Transgender People Reveal a God the World Doesn’t Want To Accept

If the world hates you, you know that it has hated me before it hated you. (John 15:18 NASB)

They will ban you from the synagogue, yet an hour is coming for everyone who kills you to think that he is offering a service to God. These things they will do because they have not known the Father nor me. (John 16:2-3 NASB)

I was often told the reason people hated Jesus was because he spoke about sin. Especially in the book of John, there are statements such as: “Go and sin no more,” “But because of your sin,” and “Do not be led to sin.”

All of this was used to reinforce my conformity to the beliefs of my church community. However, what if Jesus were hated for who he revealed God to be and not because of his strong teachings about sin?

As I have prepared for the Transgender Day of Remembrance, I have found the Gospel of John to have a lot to say about the hatred that marginalized groups face in this world. It seems that the reason Jesus was hated is the same reason transgender people are hated and killed today:

We reveal the image of God that the world does not want to accept.

Often I would read “Whosoever believes in him” in John 3:16 and think of it as an exclusive statement about those who believe in Jesus the “right” way. I was taught that this type of belief in Jesus meant complete compliance to the morality that I was given from my community.

However, John takes the theme of belief to show the extent of inclusion that the word “whosoever” encompasses.

Inclusion in the Gospel of John

One of the first things that John does is show that Samaritans, the greatest rival of the Jews and people who don’t even worship God “correctly,” fit into the category of “whosoever.” Some of the first believers in his Gospel are Samaritans after they hear the story of Jesus talking to the woman at the well. John goes on to show that royal leaders, the disabled, the hungry, abuse victims — and finally the Greeks — are all able to believe in the things Jesus revealed.

However, that meant that Jesus, while opening the community of faith to those thought to be outsiders, was revealing God as a God of inclusion and love for all humanity. And people hated him for it.

The more I looked at John’s Gospel, the more I started to realize that he wasn’t trying to define morality. (The only time he defines sin is in Chapter 16, in which Jesus says sin is “unbelief.”) He was simply trying to say that Jesus was revealing God to the world. But many didn’t like what they saw and chose to seek Jesus’ death, and the death of his disciples by extension, rather than to accept the version of God that Jesus showed to the world.

This is why Jesus was able to say things such as:

If I had not come and spoken to them, they would not have sin; but now they have no excuse for their sin. (John 15:22)

The sin of unbelief comes from seeing the full presentation of God and choosing to reject what is seen.

Inclusion in God’s creation

As a trans person, accepted by God for who I am, John’s Gospel speaks volumes to me about the way we are treated in the world. If people hate Jesus because of what he reveals about God, what does that say about transgender people and a God that made the creative decision to make us who we are?

This is the document of the descendants of humanity. On the day God created humanity, God made it in God’s image. On the day they were created, God created them, male and female, blessed them, and declared their name to be “humanity.” (Genesis 5:1-2)

God does not create every single person as an individual representation of God’s image. It is humanity as a whole that represents God’s image.

“Male and female” is not an expression of closed categories, since there is no single aspect of creation meant to be understood as a fixed binary. God’s creativity includes dawn and dusk, swamps, blackholes, frogs, mosquitos, algae, and emus. The totality of humanity, which extends past the binaries of “male and female,” reveals the image of God that God chose to reveal to the world.

However, as it was with Jesus, there are people that hate the expression of God that is being revealed to the world in the lives and experiences of transgender people — sometimes to the point that they seek to stamp out our existence.

Failing to understand God

As we move toward Transgender Day of Remembrance, we are continuing to face the reality that so much of the world doesn’t want to accept trans people as a valid expression of humanity. This year has already set a record for the number of violent deaths, hate crimes and restrictive legislation suffered by transgender people.

In a culture that still relies on heteronormativity, defined gender roles and fixed gender binaries to maintain its supremacy over the marginalized, the experiences of transgender people reveal the extent to which our culture fails to fully understand God.

As people of faith, it is not enough to simply accept trans people in churches and communities while not being willing to stand with us as we face hatred and death for simply existing. Taking part in the ministry of Jesus means the continuing efforts of revealing God to the world, which necessitates the struggle to include the totality of humanity as it reveals God.

Jesus said that the world would hate him and his followers. Not because Jesus revealed the depths of the sin in the world, but because he revealed the extent to which God loves and accepts the fullness of humanity — and also uses humanity to be the image of Godself in the world.

As transgender people, we are not hated and killed because we are contrary to God, but because we reveal a God that the world does not want to accept.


◆ What this task involves: Only lines with the word "clause" belong in the answer; copy them from the records below.
____ Record excerpts
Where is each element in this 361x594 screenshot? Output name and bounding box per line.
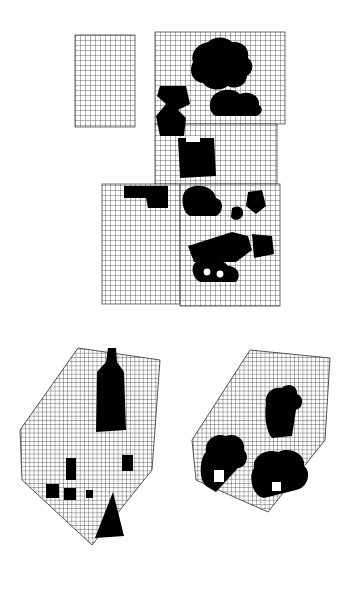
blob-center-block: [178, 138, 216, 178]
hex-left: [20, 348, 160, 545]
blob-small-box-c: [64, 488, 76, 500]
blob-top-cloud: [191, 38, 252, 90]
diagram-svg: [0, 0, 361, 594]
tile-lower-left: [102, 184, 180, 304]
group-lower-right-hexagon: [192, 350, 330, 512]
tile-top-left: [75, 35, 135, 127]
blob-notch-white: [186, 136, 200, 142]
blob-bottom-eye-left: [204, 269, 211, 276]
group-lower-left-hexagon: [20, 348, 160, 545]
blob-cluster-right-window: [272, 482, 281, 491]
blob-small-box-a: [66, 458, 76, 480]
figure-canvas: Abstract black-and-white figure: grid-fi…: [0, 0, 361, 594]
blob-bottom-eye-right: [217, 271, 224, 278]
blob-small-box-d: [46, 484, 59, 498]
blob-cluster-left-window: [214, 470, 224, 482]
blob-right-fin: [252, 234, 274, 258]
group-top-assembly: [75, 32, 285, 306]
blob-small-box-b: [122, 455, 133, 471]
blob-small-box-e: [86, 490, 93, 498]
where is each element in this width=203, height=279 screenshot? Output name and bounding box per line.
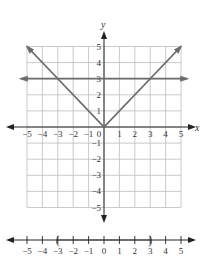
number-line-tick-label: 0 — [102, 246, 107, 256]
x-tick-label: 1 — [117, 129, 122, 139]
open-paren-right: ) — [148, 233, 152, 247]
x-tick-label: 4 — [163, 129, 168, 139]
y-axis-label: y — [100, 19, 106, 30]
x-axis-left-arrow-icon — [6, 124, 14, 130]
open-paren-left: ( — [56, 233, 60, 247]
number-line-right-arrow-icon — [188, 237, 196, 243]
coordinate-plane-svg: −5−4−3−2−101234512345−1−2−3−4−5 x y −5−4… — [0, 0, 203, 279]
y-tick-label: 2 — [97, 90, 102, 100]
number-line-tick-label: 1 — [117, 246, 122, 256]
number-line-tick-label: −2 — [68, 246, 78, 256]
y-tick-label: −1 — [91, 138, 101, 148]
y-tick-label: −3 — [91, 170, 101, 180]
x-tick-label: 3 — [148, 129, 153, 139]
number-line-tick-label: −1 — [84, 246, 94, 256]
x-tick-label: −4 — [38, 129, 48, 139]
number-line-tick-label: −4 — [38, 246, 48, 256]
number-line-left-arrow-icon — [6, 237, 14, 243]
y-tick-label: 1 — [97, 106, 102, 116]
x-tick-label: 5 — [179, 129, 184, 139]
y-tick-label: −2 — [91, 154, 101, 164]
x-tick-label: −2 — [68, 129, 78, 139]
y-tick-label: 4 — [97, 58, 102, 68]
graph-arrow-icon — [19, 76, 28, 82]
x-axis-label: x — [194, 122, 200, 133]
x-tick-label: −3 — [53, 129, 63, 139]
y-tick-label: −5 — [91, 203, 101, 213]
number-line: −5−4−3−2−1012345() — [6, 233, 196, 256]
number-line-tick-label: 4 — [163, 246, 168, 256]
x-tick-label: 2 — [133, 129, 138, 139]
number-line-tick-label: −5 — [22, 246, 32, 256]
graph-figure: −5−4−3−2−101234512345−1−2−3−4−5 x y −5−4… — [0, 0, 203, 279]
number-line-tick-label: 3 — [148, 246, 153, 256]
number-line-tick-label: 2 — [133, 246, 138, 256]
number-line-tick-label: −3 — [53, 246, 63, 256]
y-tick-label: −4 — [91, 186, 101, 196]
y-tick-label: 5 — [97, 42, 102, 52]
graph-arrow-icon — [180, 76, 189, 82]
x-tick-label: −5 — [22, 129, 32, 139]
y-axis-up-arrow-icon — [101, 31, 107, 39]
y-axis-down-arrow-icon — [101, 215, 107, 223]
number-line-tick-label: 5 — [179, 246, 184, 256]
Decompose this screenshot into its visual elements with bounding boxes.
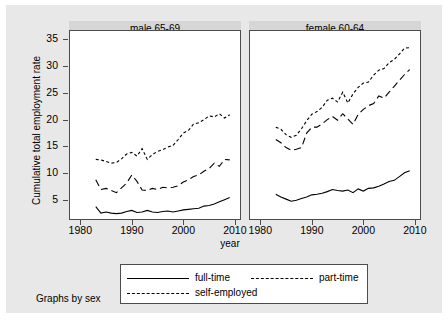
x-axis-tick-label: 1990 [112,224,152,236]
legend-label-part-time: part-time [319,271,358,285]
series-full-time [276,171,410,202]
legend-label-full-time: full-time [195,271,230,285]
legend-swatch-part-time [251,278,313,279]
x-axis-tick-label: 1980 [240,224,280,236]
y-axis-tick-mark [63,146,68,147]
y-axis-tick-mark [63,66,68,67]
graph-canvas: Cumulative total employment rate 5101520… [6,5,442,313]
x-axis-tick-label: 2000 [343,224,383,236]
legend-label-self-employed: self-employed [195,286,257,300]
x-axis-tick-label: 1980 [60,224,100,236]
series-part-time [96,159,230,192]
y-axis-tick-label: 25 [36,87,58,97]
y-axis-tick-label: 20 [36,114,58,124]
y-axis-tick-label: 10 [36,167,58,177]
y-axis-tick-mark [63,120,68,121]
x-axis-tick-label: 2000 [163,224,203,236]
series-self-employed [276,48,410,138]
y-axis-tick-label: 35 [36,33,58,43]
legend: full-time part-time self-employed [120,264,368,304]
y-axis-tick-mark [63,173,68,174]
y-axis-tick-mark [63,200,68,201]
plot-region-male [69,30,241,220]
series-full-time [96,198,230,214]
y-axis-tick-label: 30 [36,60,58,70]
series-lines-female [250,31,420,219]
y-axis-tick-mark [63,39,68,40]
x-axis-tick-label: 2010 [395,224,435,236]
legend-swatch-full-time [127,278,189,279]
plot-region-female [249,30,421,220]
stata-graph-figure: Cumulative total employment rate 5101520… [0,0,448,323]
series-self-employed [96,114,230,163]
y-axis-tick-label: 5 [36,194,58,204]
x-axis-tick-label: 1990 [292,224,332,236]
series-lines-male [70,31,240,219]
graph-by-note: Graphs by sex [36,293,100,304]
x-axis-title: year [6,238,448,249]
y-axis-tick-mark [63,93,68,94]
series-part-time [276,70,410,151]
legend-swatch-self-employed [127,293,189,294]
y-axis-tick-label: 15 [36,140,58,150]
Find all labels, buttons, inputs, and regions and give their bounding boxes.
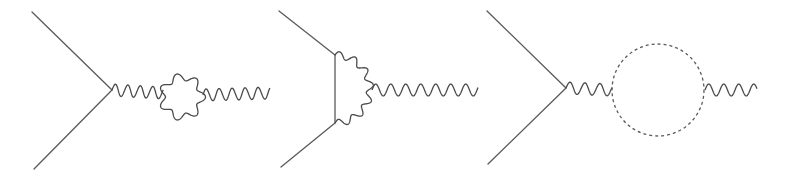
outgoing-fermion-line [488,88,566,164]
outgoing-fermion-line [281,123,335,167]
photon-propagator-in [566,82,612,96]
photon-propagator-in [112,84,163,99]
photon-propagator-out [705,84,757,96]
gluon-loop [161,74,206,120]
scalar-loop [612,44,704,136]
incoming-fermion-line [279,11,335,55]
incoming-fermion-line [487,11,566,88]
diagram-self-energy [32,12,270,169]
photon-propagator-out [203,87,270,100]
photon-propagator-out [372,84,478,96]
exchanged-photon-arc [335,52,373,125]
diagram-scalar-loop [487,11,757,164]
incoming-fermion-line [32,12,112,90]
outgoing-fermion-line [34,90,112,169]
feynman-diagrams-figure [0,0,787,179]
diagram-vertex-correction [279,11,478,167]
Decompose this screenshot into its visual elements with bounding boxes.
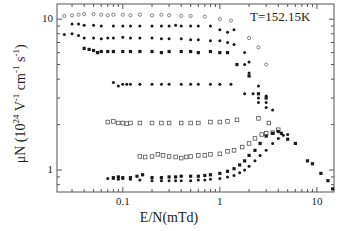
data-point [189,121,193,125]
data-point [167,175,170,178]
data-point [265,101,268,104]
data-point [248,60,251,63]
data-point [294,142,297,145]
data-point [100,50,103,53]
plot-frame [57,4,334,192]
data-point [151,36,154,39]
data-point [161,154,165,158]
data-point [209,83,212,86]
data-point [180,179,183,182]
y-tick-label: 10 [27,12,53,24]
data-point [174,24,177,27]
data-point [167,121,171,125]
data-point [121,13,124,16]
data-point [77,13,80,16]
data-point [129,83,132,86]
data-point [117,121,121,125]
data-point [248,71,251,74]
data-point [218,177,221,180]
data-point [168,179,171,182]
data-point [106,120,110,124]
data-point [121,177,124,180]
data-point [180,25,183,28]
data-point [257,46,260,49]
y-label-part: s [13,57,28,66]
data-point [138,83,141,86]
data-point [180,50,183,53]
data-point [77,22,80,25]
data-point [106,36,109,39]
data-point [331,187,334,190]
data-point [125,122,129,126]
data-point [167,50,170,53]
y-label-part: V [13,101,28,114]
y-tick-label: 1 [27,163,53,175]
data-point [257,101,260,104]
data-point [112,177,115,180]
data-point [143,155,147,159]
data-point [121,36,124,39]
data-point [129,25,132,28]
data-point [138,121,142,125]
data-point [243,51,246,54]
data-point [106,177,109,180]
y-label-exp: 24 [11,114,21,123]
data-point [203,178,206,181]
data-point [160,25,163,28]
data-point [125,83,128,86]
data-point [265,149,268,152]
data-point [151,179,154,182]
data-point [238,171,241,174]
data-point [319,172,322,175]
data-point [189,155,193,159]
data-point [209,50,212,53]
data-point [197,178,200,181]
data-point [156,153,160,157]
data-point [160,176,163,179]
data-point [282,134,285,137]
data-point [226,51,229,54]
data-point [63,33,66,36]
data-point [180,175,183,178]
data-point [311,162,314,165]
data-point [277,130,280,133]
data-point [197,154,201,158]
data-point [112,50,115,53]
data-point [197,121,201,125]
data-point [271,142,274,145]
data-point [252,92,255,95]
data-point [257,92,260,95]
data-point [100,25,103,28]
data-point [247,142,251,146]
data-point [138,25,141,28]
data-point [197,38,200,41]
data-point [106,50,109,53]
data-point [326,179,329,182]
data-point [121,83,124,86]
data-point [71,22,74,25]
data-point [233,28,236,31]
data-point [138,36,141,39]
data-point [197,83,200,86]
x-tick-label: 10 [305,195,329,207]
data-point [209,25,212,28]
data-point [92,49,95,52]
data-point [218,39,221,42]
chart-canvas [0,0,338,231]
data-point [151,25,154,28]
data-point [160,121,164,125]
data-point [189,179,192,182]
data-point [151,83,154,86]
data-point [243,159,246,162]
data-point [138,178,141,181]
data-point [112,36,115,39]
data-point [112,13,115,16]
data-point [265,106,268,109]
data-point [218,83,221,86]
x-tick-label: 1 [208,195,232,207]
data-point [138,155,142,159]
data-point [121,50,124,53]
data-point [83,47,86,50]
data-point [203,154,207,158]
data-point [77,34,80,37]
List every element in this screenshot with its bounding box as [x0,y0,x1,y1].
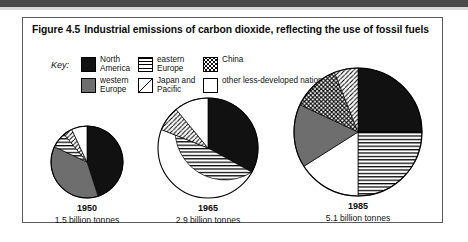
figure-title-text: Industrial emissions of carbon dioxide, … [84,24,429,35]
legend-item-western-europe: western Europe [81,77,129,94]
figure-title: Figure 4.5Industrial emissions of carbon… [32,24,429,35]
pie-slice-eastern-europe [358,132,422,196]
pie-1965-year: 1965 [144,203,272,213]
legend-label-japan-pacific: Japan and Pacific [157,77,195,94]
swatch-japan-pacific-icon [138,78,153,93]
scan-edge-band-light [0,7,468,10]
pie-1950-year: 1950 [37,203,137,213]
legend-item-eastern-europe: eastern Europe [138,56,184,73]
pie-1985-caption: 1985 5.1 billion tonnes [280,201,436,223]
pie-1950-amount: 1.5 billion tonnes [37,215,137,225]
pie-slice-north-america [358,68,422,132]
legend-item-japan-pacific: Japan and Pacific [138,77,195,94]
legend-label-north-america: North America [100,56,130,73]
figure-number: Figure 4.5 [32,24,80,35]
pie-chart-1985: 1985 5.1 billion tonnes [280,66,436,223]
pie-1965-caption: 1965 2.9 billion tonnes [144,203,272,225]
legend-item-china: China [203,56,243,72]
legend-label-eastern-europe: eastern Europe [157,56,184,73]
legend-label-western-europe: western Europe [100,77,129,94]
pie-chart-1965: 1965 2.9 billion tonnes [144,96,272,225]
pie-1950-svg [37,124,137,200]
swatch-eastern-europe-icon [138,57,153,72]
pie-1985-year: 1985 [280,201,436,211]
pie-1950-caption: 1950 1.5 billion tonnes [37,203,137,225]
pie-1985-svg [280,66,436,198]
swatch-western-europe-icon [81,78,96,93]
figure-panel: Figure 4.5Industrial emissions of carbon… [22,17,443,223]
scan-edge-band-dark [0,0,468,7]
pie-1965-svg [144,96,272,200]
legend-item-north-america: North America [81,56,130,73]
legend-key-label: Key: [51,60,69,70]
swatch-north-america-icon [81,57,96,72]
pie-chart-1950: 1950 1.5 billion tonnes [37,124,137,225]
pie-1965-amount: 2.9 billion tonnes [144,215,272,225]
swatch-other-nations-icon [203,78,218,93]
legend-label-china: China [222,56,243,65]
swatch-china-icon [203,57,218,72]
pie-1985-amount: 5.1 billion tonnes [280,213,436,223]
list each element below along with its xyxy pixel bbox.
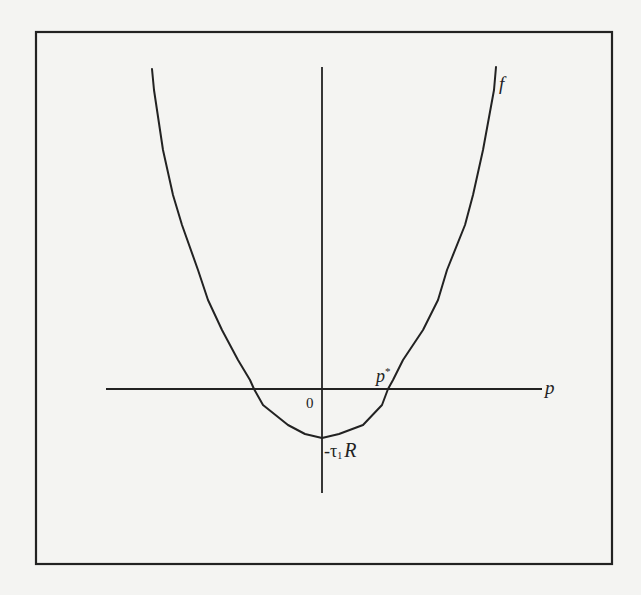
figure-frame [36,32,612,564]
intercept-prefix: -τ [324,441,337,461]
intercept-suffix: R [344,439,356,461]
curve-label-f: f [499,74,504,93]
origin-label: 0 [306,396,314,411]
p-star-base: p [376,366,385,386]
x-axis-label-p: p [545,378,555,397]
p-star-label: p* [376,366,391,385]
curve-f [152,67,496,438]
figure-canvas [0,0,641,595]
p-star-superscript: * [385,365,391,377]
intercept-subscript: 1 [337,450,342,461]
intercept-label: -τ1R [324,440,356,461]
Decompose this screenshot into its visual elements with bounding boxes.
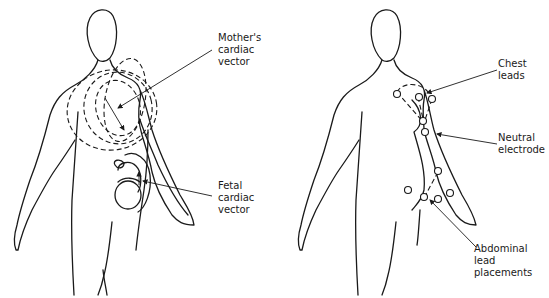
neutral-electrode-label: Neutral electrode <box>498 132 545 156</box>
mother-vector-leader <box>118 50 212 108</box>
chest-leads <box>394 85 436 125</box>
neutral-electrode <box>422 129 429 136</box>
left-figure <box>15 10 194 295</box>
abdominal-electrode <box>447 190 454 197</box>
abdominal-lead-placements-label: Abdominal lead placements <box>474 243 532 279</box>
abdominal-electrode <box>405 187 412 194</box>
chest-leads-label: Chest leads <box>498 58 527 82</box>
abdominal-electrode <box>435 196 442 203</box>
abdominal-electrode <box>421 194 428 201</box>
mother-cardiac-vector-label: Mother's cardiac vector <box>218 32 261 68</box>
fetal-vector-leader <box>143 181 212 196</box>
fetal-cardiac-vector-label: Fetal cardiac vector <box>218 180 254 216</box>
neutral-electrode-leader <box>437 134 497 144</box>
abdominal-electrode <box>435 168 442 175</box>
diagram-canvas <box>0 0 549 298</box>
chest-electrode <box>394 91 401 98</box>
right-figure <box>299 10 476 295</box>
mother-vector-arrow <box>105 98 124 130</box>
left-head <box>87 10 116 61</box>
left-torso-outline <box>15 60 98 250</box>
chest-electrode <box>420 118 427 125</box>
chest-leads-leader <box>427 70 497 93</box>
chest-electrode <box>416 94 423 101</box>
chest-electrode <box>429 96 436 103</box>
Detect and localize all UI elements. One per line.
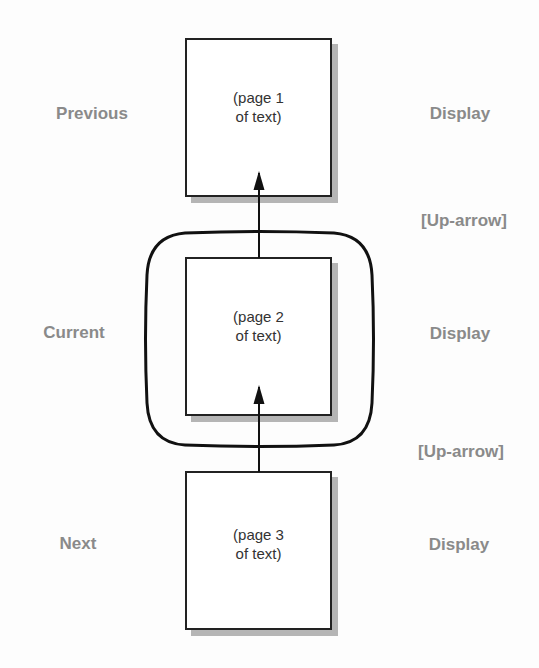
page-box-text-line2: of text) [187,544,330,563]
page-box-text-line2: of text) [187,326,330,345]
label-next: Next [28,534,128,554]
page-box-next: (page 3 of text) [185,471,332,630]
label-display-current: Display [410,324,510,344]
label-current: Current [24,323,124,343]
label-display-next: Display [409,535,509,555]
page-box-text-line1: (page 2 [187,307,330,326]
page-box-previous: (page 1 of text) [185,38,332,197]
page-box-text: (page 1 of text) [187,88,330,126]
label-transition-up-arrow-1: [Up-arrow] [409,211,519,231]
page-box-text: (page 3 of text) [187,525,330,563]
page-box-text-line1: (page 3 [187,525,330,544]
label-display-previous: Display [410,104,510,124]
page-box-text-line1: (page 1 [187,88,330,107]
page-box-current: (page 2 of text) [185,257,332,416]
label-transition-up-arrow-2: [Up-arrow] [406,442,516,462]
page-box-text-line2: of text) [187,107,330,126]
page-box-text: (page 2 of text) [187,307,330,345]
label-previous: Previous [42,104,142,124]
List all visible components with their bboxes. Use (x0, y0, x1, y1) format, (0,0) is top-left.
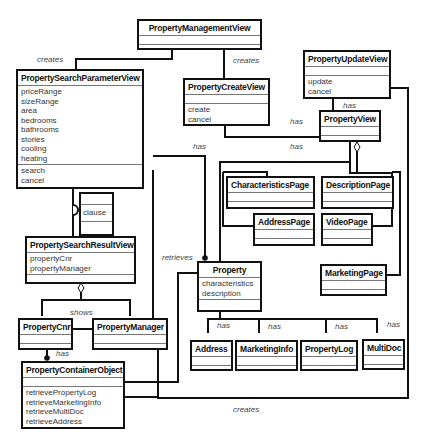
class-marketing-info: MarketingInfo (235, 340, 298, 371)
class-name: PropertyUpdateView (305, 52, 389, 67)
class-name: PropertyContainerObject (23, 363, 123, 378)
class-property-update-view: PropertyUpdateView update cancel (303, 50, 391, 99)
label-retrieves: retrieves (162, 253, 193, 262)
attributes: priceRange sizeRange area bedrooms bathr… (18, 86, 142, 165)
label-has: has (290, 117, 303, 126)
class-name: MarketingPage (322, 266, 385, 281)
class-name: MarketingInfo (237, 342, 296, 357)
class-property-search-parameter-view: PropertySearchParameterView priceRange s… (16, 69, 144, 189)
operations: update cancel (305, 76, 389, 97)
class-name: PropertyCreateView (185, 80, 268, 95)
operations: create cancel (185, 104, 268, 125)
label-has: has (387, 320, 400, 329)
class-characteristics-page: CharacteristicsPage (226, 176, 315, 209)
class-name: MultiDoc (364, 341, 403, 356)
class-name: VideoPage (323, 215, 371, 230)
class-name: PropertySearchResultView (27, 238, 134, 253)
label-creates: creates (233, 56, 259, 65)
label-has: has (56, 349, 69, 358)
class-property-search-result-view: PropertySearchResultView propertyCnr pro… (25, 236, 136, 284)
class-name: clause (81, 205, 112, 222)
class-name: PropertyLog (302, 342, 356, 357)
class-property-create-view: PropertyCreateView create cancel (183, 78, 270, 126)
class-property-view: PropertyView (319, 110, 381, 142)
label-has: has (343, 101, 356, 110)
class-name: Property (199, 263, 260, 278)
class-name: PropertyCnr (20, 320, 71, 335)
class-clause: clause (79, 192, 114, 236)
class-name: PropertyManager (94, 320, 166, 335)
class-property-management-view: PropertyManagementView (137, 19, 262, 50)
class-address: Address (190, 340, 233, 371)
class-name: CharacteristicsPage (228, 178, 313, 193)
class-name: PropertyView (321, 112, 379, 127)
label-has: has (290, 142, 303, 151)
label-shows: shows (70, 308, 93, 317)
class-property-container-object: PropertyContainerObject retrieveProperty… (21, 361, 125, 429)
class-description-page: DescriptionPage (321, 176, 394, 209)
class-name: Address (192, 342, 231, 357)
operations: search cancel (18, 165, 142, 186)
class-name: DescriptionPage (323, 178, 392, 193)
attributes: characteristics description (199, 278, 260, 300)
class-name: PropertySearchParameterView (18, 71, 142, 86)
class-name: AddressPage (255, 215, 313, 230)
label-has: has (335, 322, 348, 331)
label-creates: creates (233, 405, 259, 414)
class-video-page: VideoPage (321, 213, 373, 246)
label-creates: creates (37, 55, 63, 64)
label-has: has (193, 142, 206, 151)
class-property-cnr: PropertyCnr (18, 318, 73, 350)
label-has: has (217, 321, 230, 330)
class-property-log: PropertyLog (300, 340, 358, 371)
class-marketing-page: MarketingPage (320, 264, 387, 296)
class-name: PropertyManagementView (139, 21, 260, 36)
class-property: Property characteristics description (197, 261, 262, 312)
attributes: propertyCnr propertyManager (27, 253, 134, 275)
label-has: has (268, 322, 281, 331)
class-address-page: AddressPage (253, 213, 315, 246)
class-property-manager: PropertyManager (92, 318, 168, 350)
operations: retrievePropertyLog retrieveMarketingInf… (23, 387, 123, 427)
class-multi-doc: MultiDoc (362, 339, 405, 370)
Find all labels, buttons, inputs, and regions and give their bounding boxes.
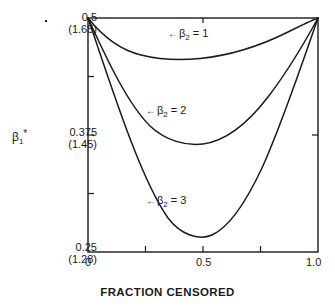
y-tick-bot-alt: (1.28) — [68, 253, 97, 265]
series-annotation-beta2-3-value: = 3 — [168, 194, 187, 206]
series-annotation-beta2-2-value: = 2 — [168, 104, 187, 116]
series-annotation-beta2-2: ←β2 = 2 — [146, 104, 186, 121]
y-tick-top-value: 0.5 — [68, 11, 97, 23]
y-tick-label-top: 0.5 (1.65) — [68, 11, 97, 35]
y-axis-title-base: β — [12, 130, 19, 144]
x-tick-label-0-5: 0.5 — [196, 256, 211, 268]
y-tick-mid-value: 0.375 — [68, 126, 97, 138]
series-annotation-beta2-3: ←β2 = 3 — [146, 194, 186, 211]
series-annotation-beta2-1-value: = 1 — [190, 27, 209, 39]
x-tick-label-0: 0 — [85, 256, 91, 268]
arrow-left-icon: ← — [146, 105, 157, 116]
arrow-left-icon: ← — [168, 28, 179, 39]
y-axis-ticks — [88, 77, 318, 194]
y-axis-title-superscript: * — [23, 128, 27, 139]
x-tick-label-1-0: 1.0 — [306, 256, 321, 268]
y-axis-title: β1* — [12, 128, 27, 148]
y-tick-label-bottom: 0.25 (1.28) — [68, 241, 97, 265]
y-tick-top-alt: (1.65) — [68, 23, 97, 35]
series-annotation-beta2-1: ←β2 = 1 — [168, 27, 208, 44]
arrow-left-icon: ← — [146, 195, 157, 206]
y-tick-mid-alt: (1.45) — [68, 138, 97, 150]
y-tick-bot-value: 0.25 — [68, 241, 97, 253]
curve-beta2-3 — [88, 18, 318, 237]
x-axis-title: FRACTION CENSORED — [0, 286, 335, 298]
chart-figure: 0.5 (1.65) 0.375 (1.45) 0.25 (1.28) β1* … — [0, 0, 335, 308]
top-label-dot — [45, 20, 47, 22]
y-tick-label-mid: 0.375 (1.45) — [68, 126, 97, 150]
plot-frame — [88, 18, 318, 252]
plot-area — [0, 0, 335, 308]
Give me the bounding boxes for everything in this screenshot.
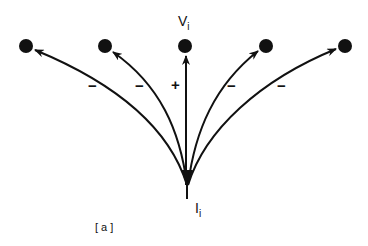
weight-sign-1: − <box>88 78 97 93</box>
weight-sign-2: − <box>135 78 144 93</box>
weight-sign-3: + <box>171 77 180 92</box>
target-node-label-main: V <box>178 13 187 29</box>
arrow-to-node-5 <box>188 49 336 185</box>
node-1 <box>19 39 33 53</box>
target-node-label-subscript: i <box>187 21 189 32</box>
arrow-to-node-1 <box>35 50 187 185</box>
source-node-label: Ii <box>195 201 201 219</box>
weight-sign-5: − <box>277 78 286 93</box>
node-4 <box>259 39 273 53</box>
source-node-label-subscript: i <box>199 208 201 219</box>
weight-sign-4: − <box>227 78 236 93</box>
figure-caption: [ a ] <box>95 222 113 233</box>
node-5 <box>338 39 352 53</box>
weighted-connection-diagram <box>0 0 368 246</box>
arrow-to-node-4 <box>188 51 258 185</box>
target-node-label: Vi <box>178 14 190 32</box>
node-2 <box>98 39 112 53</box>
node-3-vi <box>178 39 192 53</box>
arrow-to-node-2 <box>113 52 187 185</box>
________
◆ Your solution:
class-name: clause (81, 205, 112, 222)
class-clause: clause (79, 192, 114, 236)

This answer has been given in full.